Cauchy distribution
The Cauchy distribution looks like a Normal from the centre but has radically heavier tails. Those tails cause everything to break: the mean is undefined, the variance is infinite, and the Law of Large Numbers does not apply.
PDF comparison
Normal(0,1) Cauchy(0,1)
Running sample mean
Normal — converges to 0
Cauchy — wanders indefinitely
What to notice
- PDFs look similar near the peak. Both distributions are symmetric and bell-shaped. The difference is in the tails: Cauchy’s tails decay as , while Normal’s decay exponentially.
- Running means diverge. The Normal running mean converges to zero within a few hundred samples. The Cauchy mean wanders indefinitely, with occasional violent jumps driven by extreme outliers.
- Resample to see how different Cauchy runs can look.
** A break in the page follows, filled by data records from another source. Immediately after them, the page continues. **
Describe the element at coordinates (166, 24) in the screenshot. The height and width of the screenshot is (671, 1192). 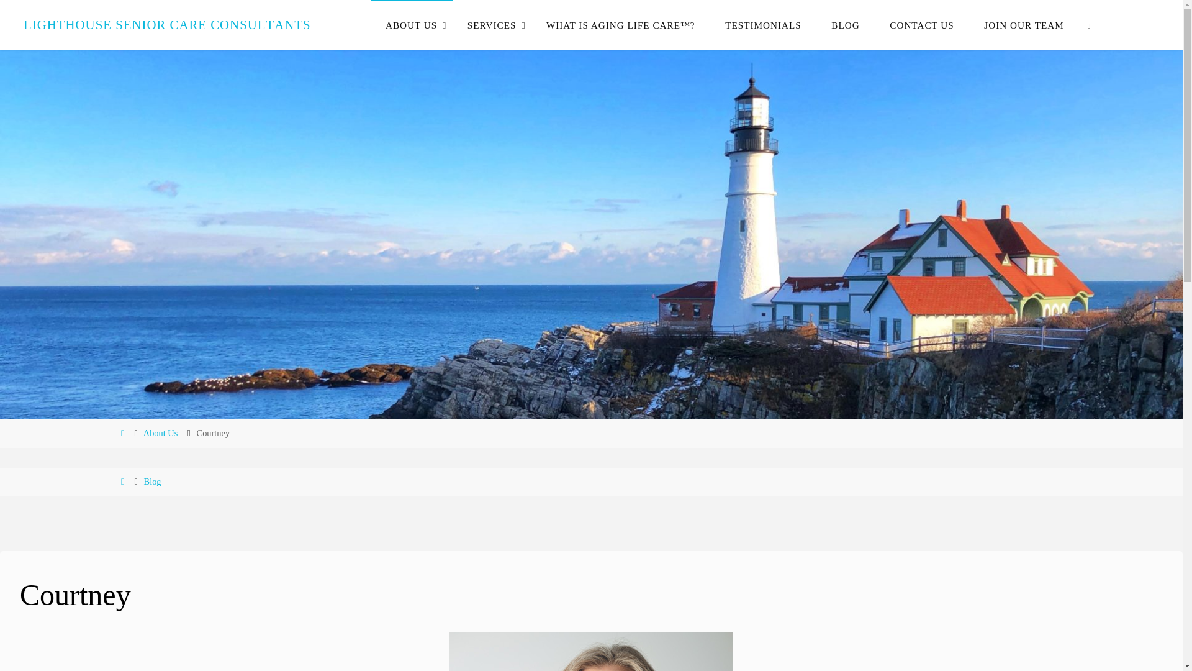
I see `LIGHTHOUSE SENIOR CARE CONSULTANTS` at that location.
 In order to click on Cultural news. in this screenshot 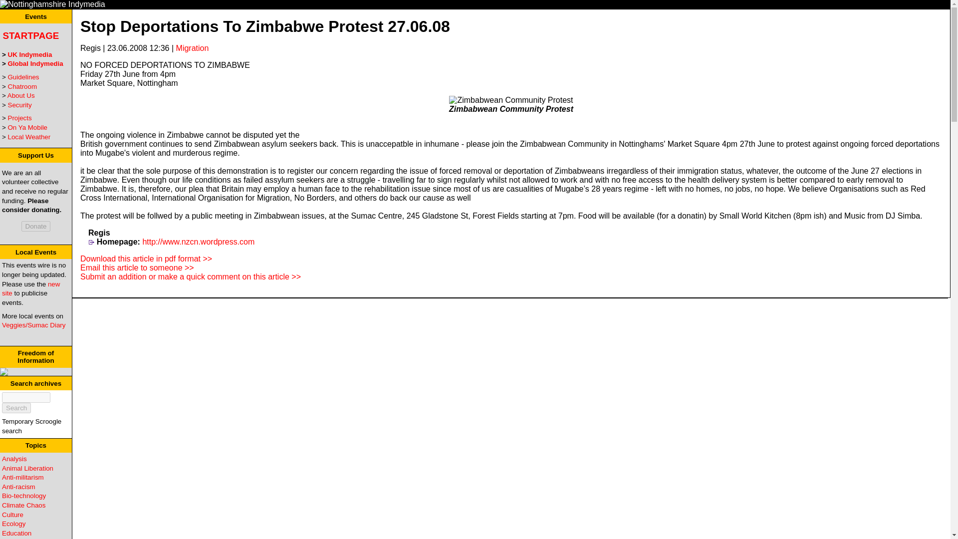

The wandering is not a quirk of one bad draw — it is intrinsic to the distribution.
Why no mean?
The Cauchy mean integral diverges:
The positive and negative tails are equally heavy, so the integral does not converge absolutely. The Law of Large Numbers requires a finite mean — without one, sample averages do not stabilise.
The ratio connection
If X ~ Normal(0,1) and Y ~ Normal(0,1) independently, then X/Y ~ Cauchy(0,1). Dividing by a near-zero normal draw can give an arbitrarily large result, which is why heavy tails appear in ratios.